Supermassive Black Holes Integral to Star Formation, Study Finds.

When a younger galaxy blazes to life, stars are formed at an impressively rapid rate. However, this star production eventually completely comes to a stop and for a long time, researchers did not know why. Now, according to a study released by NATURE, researchers may have honed in on their reason and it has everything to do with phenomena known as supermassive black holes. Supermassive black holes, as it turns out, are not only integral to the formation of stars — but they are necessary for the formation of stars in the largest of galaxies.

Within every single massive galaxy in existence, there is a supermassive black hole right in the dead center of it. These supermassive black holes are found by monitoring gravitational effects on all of the stars within the galaxy as well as through a concept called ‘energetic radiation’. by way of the active galactic nucleus. Researchers have long looked to these supermassive black holes as integral in the cooling down of a galaxy which would naturally lead to several other byproducts — including the disruption of star formation.

Jean Brodie is one of the lead researchers behind the latest supermassive black hole study released by Nature. Brodie works as an Astronomy Professor and Astrophysics Professor at UC Santa Cruz and she is cited as the co-author of the study. Brodie says of their work, “We’ve been dialing in the feedback to make the simulations work out, without really knowing how it happens.” Brodie is talking about the research and experiments that they have been simulating in order to find what could be causing stars to quit forming. Brodie goes on to say, “This is the first direct observational evidence where we can see the effect of the black hole on the star formation history of the galaxy.”

Ignacio Martin-Navarro is the lead author of the paper and he is a researcher at UC Santa Cruz, as well. Martin-Navarro and his team have been centrally focused on massive galaxies and star formations and this paper represents a huge boost in their research. Throughout the paper, the team relied on spectroscopy in order to measure wavelength readings. They also used computer simulations in order to shift through this data in order to come to more accurate conclusions. What they found, fundamentally, was that as the supermassive black hole controlled the influx of extraneous gas and heat, stars quit forming thus leading to a stable galaxy.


Task to complete: Print all of the data below exactly as it appears, leaving out every image.

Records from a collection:
§

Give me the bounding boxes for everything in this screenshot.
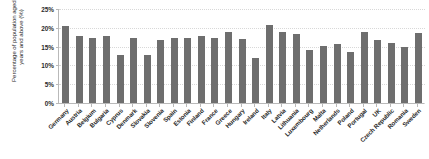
bar-slot — [303, 9, 317, 103]
bar-slot — [385, 9, 399, 103]
bar — [401, 47, 408, 103]
bar-slot — [276, 9, 290, 103]
bar — [198, 36, 205, 103]
bar — [388, 43, 395, 103]
bar-slot — [127, 9, 141, 103]
bar — [334, 44, 341, 103]
bar-slot — [140, 9, 154, 103]
bar-series — [59, 9, 425, 103]
bar — [347, 52, 354, 103]
bar — [117, 55, 124, 103]
bar — [293, 34, 300, 103]
y-tick-label: 10% — [41, 62, 54, 69]
bar — [144, 55, 151, 103]
bar — [184, 38, 191, 103]
bar — [239, 39, 246, 103]
bar-slot — [73, 9, 87, 103]
bar — [157, 40, 164, 103]
bar-slot — [86, 9, 100, 103]
bar — [171, 38, 178, 103]
bar-slot — [371, 9, 385, 103]
bar — [89, 38, 96, 103]
y-axis-title: Percentage of population aged 65 years a… — [10, 0, 24, 87]
bar — [320, 46, 327, 103]
bar-slot — [100, 9, 114, 103]
bar-slot — [398, 9, 412, 103]
y-tick-label: 25% — [41, 6, 54, 13]
bar — [361, 32, 368, 103]
bar-slot — [195, 9, 209, 103]
bar-slot — [412, 9, 426, 103]
bar-slot — [235, 9, 249, 103]
bar — [306, 50, 313, 103]
bar-slot — [208, 9, 222, 103]
bar-slot — [330, 9, 344, 103]
bar-slot — [154, 9, 168, 103]
bar — [225, 32, 232, 103]
plot-area: 0%5%10%15%20%25% — [58, 9, 425, 103]
bar — [374, 40, 381, 103]
bar — [415, 33, 422, 103]
bar-slot — [317, 9, 331, 103]
y-tick-label: 0% — [45, 100, 54, 107]
x-label-slot: Sweden — [411, 107, 425, 159]
bar-slot — [168, 9, 182, 103]
bar-slot — [222, 9, 236, 103]
bar — [279, 32, 286, 103]
bar — [266, 25, 273, 103]
bar — [62, 26, 69, 103]
y-tick-label: 20% — [41, 24, 54, 31]
y-tick-label: 15% — [41, 43, 54, 50]
y-tick-label: 5% — [45, 81, 54, 88]
bar — [252, 58, 259, 103]
x-axis-labels: GermanyAustriaBelgiumBulgariaCyprusDenma… — [58, 107, 424, 159]
bar-chart: Percentage of population aged 65 years a… — [0, 0, 429, 159]
bar — [211, 38, 218, 103]
bar — [76, 36, 83, 103]
bar — [130, 38, 137, 103]
bar-slot — [181, 9, 195, 103]
bar-slot — [290, 9, 304, 103]
bar-slot — [59, 9, 73, 103]
bar-slot — [262, 9, 276, 103]
bar-slot — [344, 9, 358, 103]
bar-slot — [357, 9, 371, 103]
bar — [103, 36, 110, 103]
bar-slot — [249, 9, 263, 103]
bar-slot — [113, 9, 127, 103]
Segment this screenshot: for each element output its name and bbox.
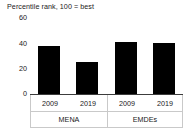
bar-mena-2019	[76, 62, 98, 94]
bar-chart: Percentile rank, 100 = best 60 40 20 0 2…	[0, 0, 189, 129]
year-label-mena-2009: 2009	[31, 98, 69, 110]
plot-area	[30, 18, 183, 94]
bar-emdes-2019	[153, 43, 175, 94]
category-label-box: 2009 2019 2009 2019 MENA EMDEs	[30, 95, 183, 128]
bar-slot-mena-2019	[68, 18, 106, 94]
bar-slot-emdes-2019	[145, 18, 183, 94]
group-label-mena: MENA	[31, 114, 107, 126]
y-tick-label-20: 20	[3, 65, 27, 73]
group-label-emdes: EMDEs	[107, 114, 183, 126]
bar-slot-emdes-2009	[107, 18, 145, 94]
bar-emdes-2009	[115, 42, 137, 94]
year-label-row: 2009 2019 2009 2019	[31, 97, 182, 110]
year-label-emdes-2009: 2009	[108, 98, 146, 110]
y-tick-label-40: 40	[3, 40, 27, 48]
year-label-emdes-2019: 2019	[146, 98, 184, 110]
group-label-row: MENA EMDEs	[31, 111, 182, 126]
bar-slot-mena-2009	[30, 18, 68, 94]
year-label-mena-2019: 2019	[69, 98, 107, 110]
y-axis-tick-labels: 60 40 20 0	[0, 0, 27, 129]
y-tick-label-0: 0	[3, 90, 27, 98]
bar-mena-2009	[38, 46, 60, 94]
y-tick-label-60: 60	[3, 14, 27, 22]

§

Written answer:
Give me the bounding boxes for everything in this screenshot.
bar-slot — [303, 9, 317, 103]
bar-slot — [385, 9, 399, 103]
bar — [401, 47, 408, 103]
bar-slot — [276, 9, 290, 103]
bar — [198, 36, 205, 103]
bar — [388, 43, 395, 103]
bar-slot — [127, 9, 141, 103]
bar — [334, 44, 341, 103]
bar-slot — [140, 9, 154, 103]
bar-series — [59, 9, 425, 103]
bar — [347, 52, 354, 103]
bar — [117, 55, 124, 103]
bar — [293, 34, 300, 103]
y-tick-label: 10% — [41, 62, 54, 69]
bar — [144, 55, 151, 103]
bar — [184, 38, 191, 103]
bar — [239, 39, 246, 103]
bar-slot — [73, 9, 87, 103]
bar — [157, 40, 164, 103]
bar-slot — [86, 9, 100, 103]
bar — [171, 38, 178, 103]
bar-slot — [371, 9, 385, 103]
bar — [89, 38, 96, 103]
y-axis-title: Percentage of population aged 65 years a… — [10, 0, 24, 87]
bar — [320, 46, 327, 103]
bar-slot — [100, 9, 114, 103]
bar-slot — [398, 9, 412, 103]
y-tick-label: 25% — [41, 6, 54, 13]
bar — [361, 32, 368, 103]
bar-slot — [195, 9, 209, 103]
bar-slot — [412, 9, 426, 103]
bar-slot — [235, 9, 249, 103]
bar — [306, 50, 313, 103]
bar-slot — [208, 9, 222, 103]
bar-slot — [330, 9, 344, 103]
bar-slot — [154, 9, 168, 103]
bar — [225, 32, 232, 103]
plot-area: 0%5%10%15%20%25% — [58, 9, 425, 103]
bar — [374, 40, 381, 103]
bar — [415, 33, 422, 103]
bar-slot — [317, 9, 331, 103]
y-tick-label: 0% — [45, 100, 54, 107]
x-label-slot: Sweden — [411, 107, 425, 159]
bar-slot — [168, 9, 182, 103]
bar-slot — [222, 9, 236, 103]
bar — [279, 32, 286, 103]
bar — [266, 25, 273, 103]
bar — [62, 26, 69, 103]
y-tick-label: 20% — [41, 24, 54, 31]
y-tick-label: 15% — [41, 43, 54, 50]
y-tick-label: 5% — [45, 81, 54, 88]
bar — [252, 58, 259, 103]
x-axis-labels: GermanyAustriaBelgiumBulgariaCyprusDenma… — [58, 107, 424, 159]
bar-chart: Percentage of population aged 65 years a… — [0, 0, 429, 159]
bar — [211, 38, 218, 103]
bar — [76, 36, 83, 103]
bar — [130, 38, 137, 103]
bar-slot — [181, 9, 195, 103]
bar-slot — [290, 9, 304, 103]
bar-slot — [59, 9, 73, 103]
bar-slot — [262, 9, 276, 103]
bar-slot — [344, 9, 358, 103]
bar-slot — [357, 9, 371, 103]
bar — [103, 36, 110, 103]
bar-slot — [249, 9, 263, 103]
bar-slot — [113, 9, 127, 103]
Segment this screenshot: for each element output its name and bbox.
bar-mena-2019	[76, 62, 98, 94]
bar-chart: Percentile rank, 100 = best 60 40 20 0 2…	[0, 0, 189, 129]
year-label-mena-2009: 2009	[31, 98, 69, 110]
plot-area	[30, 18, 183, 94]
bar-emdes-2019	[153, 43, 175, 94]
category-label-box: 2009 2019 2009 2019 MENA EMDEs	[30, 95, 183, 128]
bar-slot-mena-2019	[68, 18, 106, 94]
bar-slot-emdes-2019	[145, 18, 183, 94]
group-label-mena: MENA	[31, 114, 107, 126]
y-tick-label-20: 20	[3, 65, 27, 73]
group-label-emdes: EMDEs	[107, 114, 183, 126]
bar-slot-emdes-2009	[107, 18, 145, 94]
bar-emdes-2009	[115, 42, 137, 94]
year-label-row: 2009 2019 2009 2019	[31, 97, 182, 110]
year-label-emdes-2009: 2009	[108, 98, 146, 110]
y-tick-label-40: 40	[3, 40, 27, 48]
year-label-emdes-2019: 2019	[146, 98, 184, 110]
group-label-row: MENA EMDEs	[31, 111, 182, 126]
bar-slot-mena-2009	[30, 18, 68, 94]
year-label-mena-2019: 2019	[69, 98, 107, 110]
y-axis-tick-labels: 60 40 20 0	[0, 0, 27, 129]
y-tick-label-0: 0	[3, 90, 27, 98]
bar-mena-2009	[38, 46, 60, 94]
y-tick-label-60: 60	[3, 14, 27, 22]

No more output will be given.